New research, conducted by scientists with the National Oceanic and Atmospheric Administration (NOAA), has led to serious questions over whether the recent global warming hiatus is real. For many years, so-called “skeptics” have consistently referred to a brief pause in global warming to support their arguments - a discrepancy that some “warmists” put down to changes in the El Nino and La Nina cycles, while others suspected the Atlantic and Pacific oceans were, in essence, mopping up the heat. Based on the team’s latest research efforts, study co-author Russell Vose states, “We don’t see a hiatus in the new data.”
The new study looked at more accurate surface temperature measurements, finding there to be a 0.113 degrees Celsius temperature increase, per decade, between 1950 and 1999. From 2000 to 2014, this figure was 0.166 degrees Celsius. When using a “start date” of 1998 - one of the warmest years of recent times - the scientists still identified a 0.106 degrees Celsius temperature increase, per decade.
At the beginning of 2015, NASA and the NOAA claimed that 2014 was the hottest year on record, since 1880. At the time, climate change researchers suggested the pause in global warming was merely a brief blip in the temps, stressing that their predictions were accurate.

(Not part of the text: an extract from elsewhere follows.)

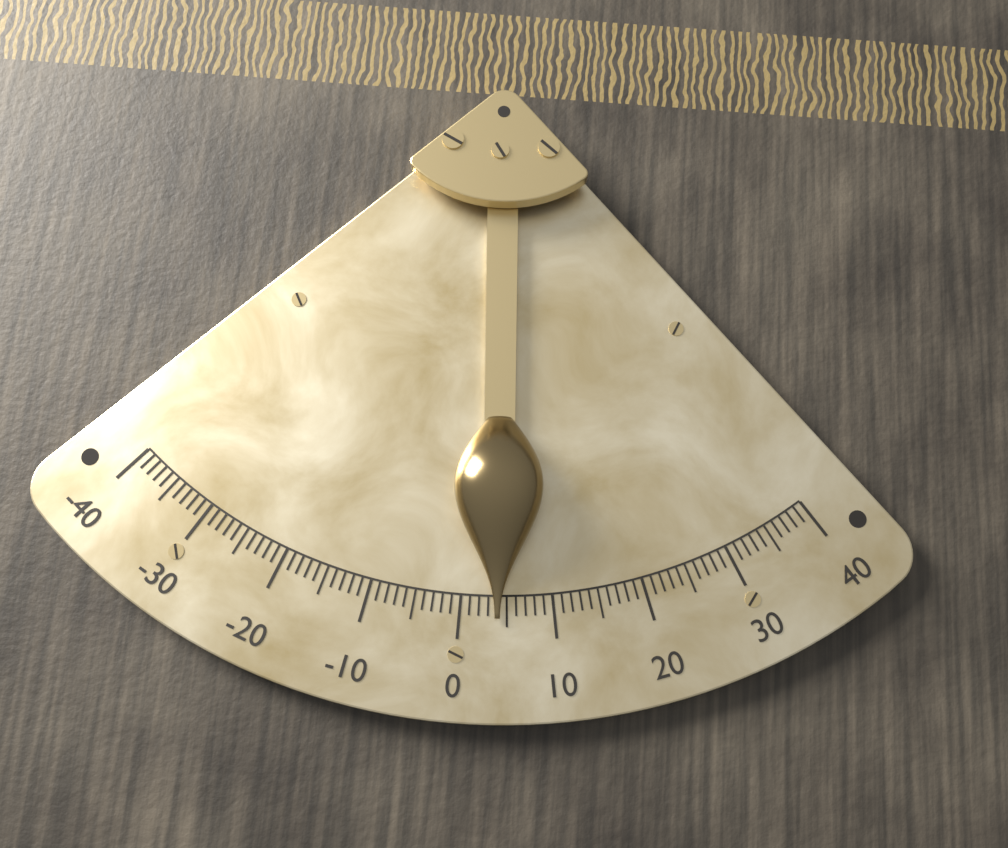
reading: 4 (no unit)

According to Boyin Huang, over time, methods of measuring global temperatures have altered radically. “We know that the raw temperature records contain various inconsistencies over the long time history,” stated Huang. With each passing decade, collection methods have been refined and improved. Taking this information into account, and using sophisticated mathematical models to analyze the data with “homogenization methods,” the NOAA researchers refute previous claims of a global warming slow down.
“The notion of a warming hiatus on the most recent decades, as defined by the [IPCC report], is no longer valid,” concluded co-author Huai-Min Zhang. “The global warming rate has been just as fast over the last 15 years as over the previous 50 years.”
The study, entitled Possible artifacts of data biases in the recent global surface warming hiatus, was published in the June 4 issue of the journal Science.